ARP is used in four cases of two hosts communicating:

  1. When two hosts are on the same network and one desires to send a packet to the other
  2. When two hosts are on different networks and must use a gateway router to reach the other host
  3. When a router needs to forward a packet for one host through another router
  4. When a router needs to forward a packet from one host to the destination host on the same network

The first case is used when two hosts are on the same physical network (that is, they can directly communicate without going through a router). The last three cases are the most used over the Internet as two computers on the internet are typically separated by more than 3 hops.

Imagine computer A sends a packet to computer D and there are two routers, B & C, between them. Case 2 covers A sending to B; case 3 covers B sending to C; and case 4 covers C sending to D.

ARP is defined in RFC 826"

Why do we care?

To further break down the information above, an ARP request is sent when Computer A wishes to talk to Computer B, but does not know Computer B's MAC address. An ARP request is transmitted out over the LAN requesting the information. Computer B responds with the requested information in the form of an ARP reply.
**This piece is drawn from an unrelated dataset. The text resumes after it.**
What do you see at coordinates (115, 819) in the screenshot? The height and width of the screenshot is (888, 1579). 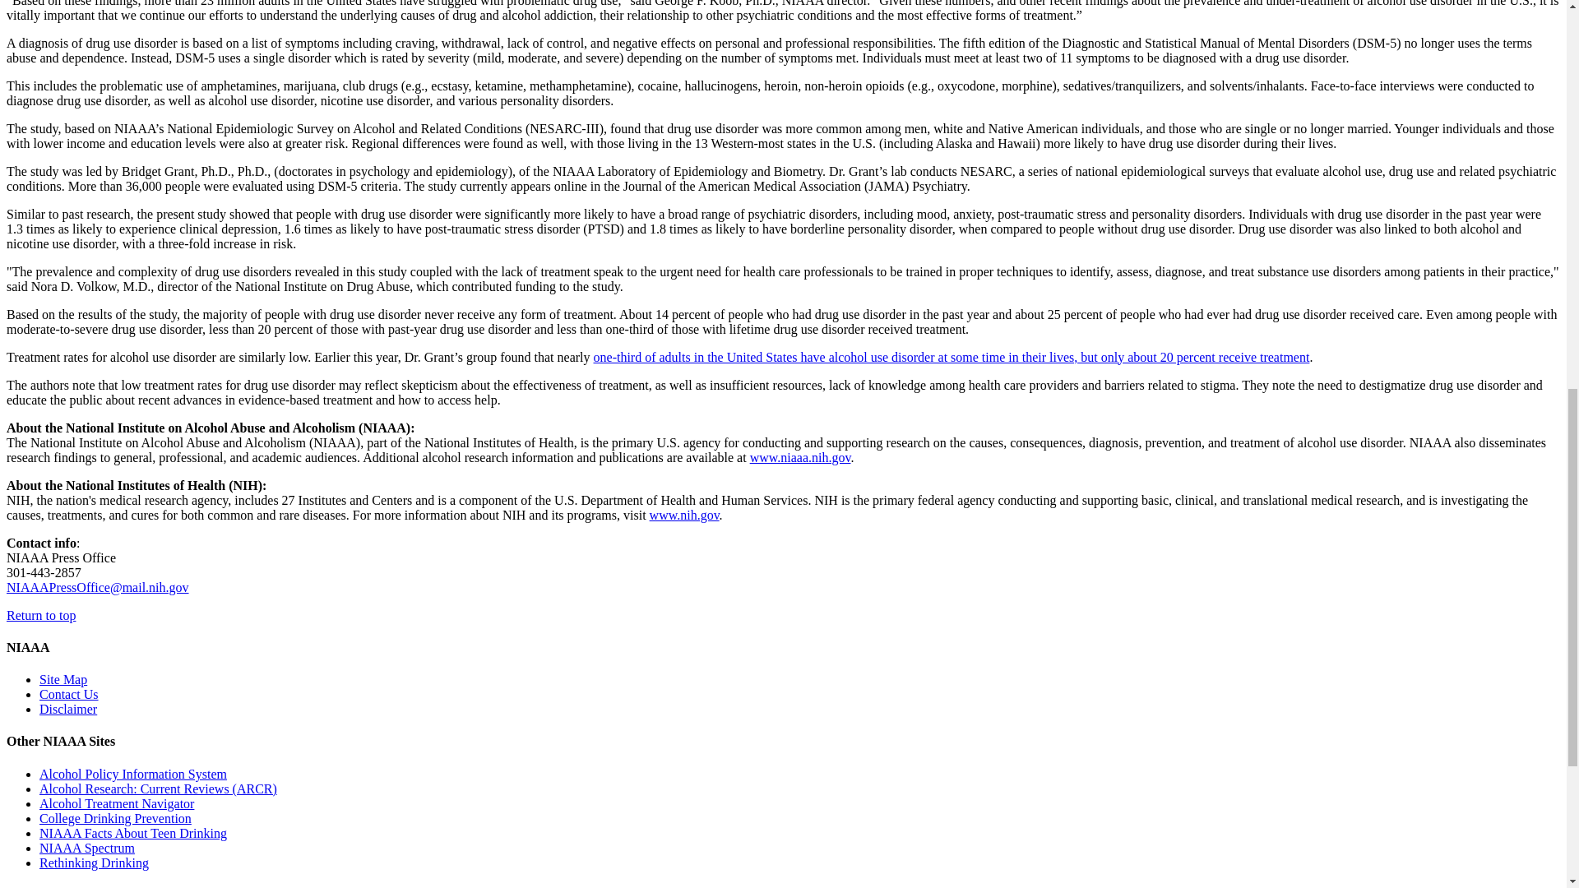 I see `College Drinking Prevention` at bounding box center [115, 819].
It's definitely worth noting here that ARP is a stateless protocol, meaning the protocol does not keep track of requests and replies. When Computer A requests Computer B's MAC address it does not keep a record that it sent out an ARP request and in fact will accept an ARP reply at any time, accepting the information contained within blindly. Hopefully the wheels in your mind are starting to turn as to the possibilities this opens for us.

Enter ARP Poisoning :

ARP Poisoning or Spoofing is the process of sending out fake ARP replies to hosts on the LAN in order to redirect their communications (Man-in-the-Middle) or to stop communications altogether (Denial of Service). Hosts receive these spoofed ARP replies and add them to their ARP tables without question. From this point depending on your attack you have control of the LAN.